Fewer than half of Americans, or 48 percent, tell their pharmacist about other prescription drugs they're taking, according to a recent survey from APhA. And only 1-in-3-32 percent--disclose which over-the-counter medicines they use.
Those findings came from the "Know Your Medicine/Know Your Pharmacist" survey, conducted in July by Wilson Health Information LLC. Its goal: to collect and report information about how consumers interact with and perceive their pharmacist and ow their relationship with pharmacists impacts their knowledge of their health, medicines and medical treatments.
The findings provide a stark example of the divide that remains between community pharmacy's goal of elevating pharmacists to the status of a more engaged and integrated member of a comprehensive network of health care and prevention on the one hand and the reality that plays out all too often at the busy retail pharmacy counter. In the real-world setting, pharmacists often are still too busy to spend much time on face-to-face counseling, and patients accustomed to that reality or simply not interested in changing it--don't ask.
In general, most consumers do not make enough use of their pharmacist's experience, education and knowledge of medications, the poll's authors reported. Only 35 percent of the 1,565 consumers surveyed knew their pharmacist's name, and a majority, 58 percent, of them "hardly ever or never asked pharmacists" about their drug therapy or medicines, according to APhA.
Indeed, the Wilson poll noted, consumers are far more likely "to be on a first-name basis with their hair dresser ... compared with their pharmacist," at 56 percent versus 21 percent.
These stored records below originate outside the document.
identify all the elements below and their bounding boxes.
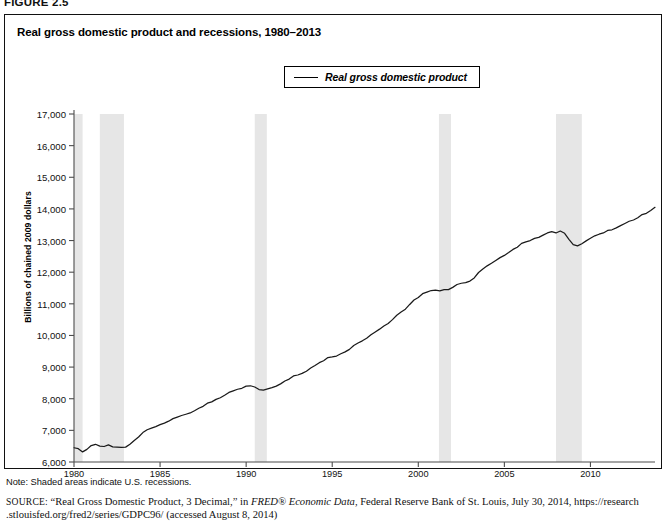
- recession-band: [74, 114, 83, 462]
- y-axis-tick-label: 12,000: [22, 267, 66, 278]
- source-publication-name: FRED® Economic Data: [251, 496, 355, 507]
- y-axis-tick-label: 7,000: [22, 425, 66, 436]
- y-axis-tick-label: 6,000: [22, 457, 66, 468]
- x-axis-tick-label: 2010: [580, 469, 600, 479]
- legend-item-label: Real gross domestic product: [325, 71, 467, 83]
- x-axis-tick-label: 1990: [236, 469, 256, 479]
- y-axis-tick-label: 10,000: [22, 330, 66, 341]
- source-text-part2: , Federal Reserve Bank of St. Louis, Jul…: [355, 496, 639, 507]
- x-axis-tick-label: 2005: [494, 469, 514, 479]
- legend-line-swatch: [294, 77, 318, 78]
- y-axis-tick-label: 15,000: [22, 172, 66, 183]
- recession-band: [255, 114, 267, 462]
- x-axis-tick-label: 1995: [322, 469, 342, 479]
- source-label: SOURCE:: [6, 496, 48, 507]
- y-axis-tick-label: 17,000: [22, 109, 66, 120]
- y-axis-tick-label: 9,000: [22, 362, 66, 373]
- recession-band: [100, 114, 124, 462]
- chart-note: Note: Shaded areas indicate U.S. recessi…: [6, 477, 191, 487]
- recession-band: [439, 114, 451, 462]
- y-axis-tick-label: 8,000: [22, 393, 66, 404]
- chart-source: SOURCE: “Real Gross Domestic Product, 3 …: [6, 495, 666, 522]
- source-text-line2: .stlouisfed.org/fred2/series/GDPC96/ (ac…: [6, 508, 666, 521]
- source-text-part1: “Real Gross Domestic Product, 3 Decimal,…: [51, 496, 251, 507]
- y-axis-tick-label: 14,000: [22, 203, 66, 214]
- figure-box: Real gross domestic product and recessio…: [4, 14, 662, 469]
- x-axis-tick-label: 2000: [408, 469, 428, 479]
- figure-number: FIGURE 2.5: [4, 0, 69, 8]
- y-axis-tick-label: 13,000: [22, 235, 66, 246]
- y-axis-tick-label: 11,000: [22, 298, 66, 309]
- chart-legend: Real gross domestic product: [284, 66, 480, 88]
- y-axis-tick-label: 16,000: [22, 140, 66, 151]
- recession-band: [556, 114, 582, 462]
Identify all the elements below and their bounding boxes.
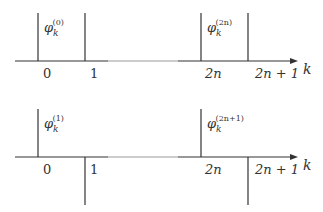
tick-1: 1: [90, 162, 98, 177]
tick-2n-plus-1: 2n + 1: [255, 162, 299, 177]
phi-2n-label: φk(2n): [207, 20, 238, 35]
tick-1: 1: [90, 66, 98, 81]
bottom-axis: [15, 154, 298, 160]
axis-label-k: k: [303, 61, 311, 77]
phi-0-label: φk(0): [44, 20, 70, 35]
top-axis: [15, 58, 298, 64]
tick-0: 0: [43, 66, 51, 81]
arrow-head-icon: [290, 58, 298, 64]
tick-2n: 2n: [205, 162, 222, 177]
axis-label-k: k: [303, 157, 311, 173]
tick-2n: 2n: [205, 66, 222, 81]
phi-2n1-label: φk(2n+1): [207, 116, 250, 131]
arrow-head-icon: [290, 154, 298, 160]
phi-1-label: φk(1): [44, 116, 70, 131]
tick-0: 0: [43, 162, 51, 177]
tick-2n-plus-1: 2n + 1: [255, 66, 299, 81]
They also are more likely to be aware of the main ingredients in their OTC medicines, vitamins or mineral supplements and herbal or natural products than those in their prescription drugs, according to the survey. Only 55 percent of respondents knew the active ingredients in their dispensed medications.
Pollsters found a clear relationship between a higher-quality level of interaction between pharmacists and patients and an improvement in patients' knowledge of medications and effective therapy. "Consumers who know their pharmacist's name are more likely to know their medicines," the APhA noted in its report. "There's a clear relationship between the consumer and his or her pharmacist and that consumer's knowledge of how to use medications with lower risk of adverse effects and better health outcomes."
The group specifically noted that Consumers who know their pharmacist's name have better medication use habits" and are more likely to:
* tell their pharmacist the other medicines they currently are taking.
* read product labels all the time (47percent).
* know the main ingredients of the prescription medicines they are taking (61 percent).
* use their pharmacist as a source of information on medicines (93 percent).
The survey's release came in advance of American Pharmacists Month, which the APhA launched last October. Sponsored by Johnson & Johnson-Merck Consumer Pharmaceuticals and McNeil Consumer & Specialty Pharmaceuticals, the month-long observance was set up to boost "consumers' understanding of the pharmacist's role in improving medication use and advancing patient care," according to APhA.